Hi again @myf and I appreciate all the links you sent me. The most useful one for my UT71D was the last one:
https://sigrok.org/wiki/UNI-T_UT71x_series#ProtocolWhich offers some brief information on the protocol and the VC960 link at the bottom takes you through to a page which described the protocol in more detail. This page isn't completely correct as testing showed that some of the range characters were different on my UT71D.
So to review from the start here's what I did:
1) Log data internally in the 71D on the DCV range and connected a small solar panel to the meter and pointed it towards the window for a bit less than a day.
2) Transferred the data to Termite with at UT61E serial cable ($10 from Aliexpress) with 2400,7,O,1 settings. Don't forget to click the DTR led which makes it high and supplies power to the serial lead electronics.
3) Copied the serial data from Termit and pasted it into an Openoffice spreadsheet
4) Wrote a parser for the data using spreadsheet functions such As LEFT, MID and VLOOKUP.
Piccies of the sheet are below and the columns contain the following:
A - The raw data
B - The data with leading zeroes to make it fixed length
C - The raw multimeter data (no decimal point)
D - The function selected EG DCV looked up from the tables
E - The range EG 4V looked up from the tables
F - Time - F4 = F1 then F5 =F4+$H$1/24/3600 etc.....
G - Measured Value complete with decimal point with divisor looked up in the tables.
I tested pretty much all functions, but not all ranges so there may be some errors. My AC volts test is max. 10v, DC is max 60v and frequency is max 25MHz.
All frequency measurements are normalised to Hz so they can be plotted on a graph if/when the range changes.

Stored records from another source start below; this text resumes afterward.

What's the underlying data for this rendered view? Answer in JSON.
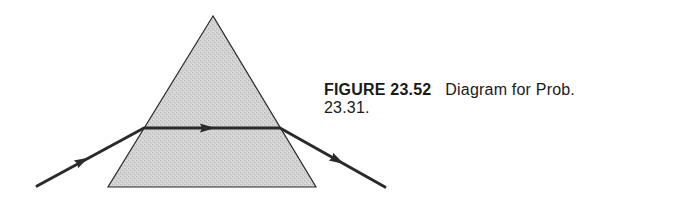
{
  "figure": {
    "label": "FIGURE 23.52",
    "caption_line1": "Diagram for Prob.",
    "caption_line2": "23.31."
  },
  "diagram": {
    "type": "prism-refraction",
    "prism": {
      "shape": "equilateral-triangle",
      "apex": [
        213,
        16
      ],
      "bottom_left": [
        108,
        187
      ],
      "bottom_right": [
        316,
        187
      ],
      "fill": "#cfcfcf",
      "stroke": "#2a2a2a"
    },
    "ray": {
      "color": "#2a2a2a",
      "points": [
        [
          37,
          186
        ],
        [
          144,
          128
        ],
        [
          280,
          128
        ],
        [
          385,
          187
        ]
      ],
      "arrows": [
        {
          "segment": "incident",
          "at": [
            82,
            161
          ]
        },
        {
          "segment": "internal",
          "at": [
            209,
            128
          ]
        },
        {
          "segment": "emergent",
          "at": [
            337,
            161
          ]
        }
      ]
    }
  }
}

The data format is (mostly!)
213492501
213562501
213512501
Where digits 1-5 are the measured value, digit 6 is the range code and 7 is the function code.
I've attached some piccies of the main spreadsheet and lookup table and also the spreadsheet in .xls format if it's any use to anybody.
It's been quite a bit of work but it was fun and you will see from the graph on the piccy that it does, indeed, get dark of a night time and light in the morning in the UK. I think the little square bump is our security light turning on and off followed by a couple of car headlights.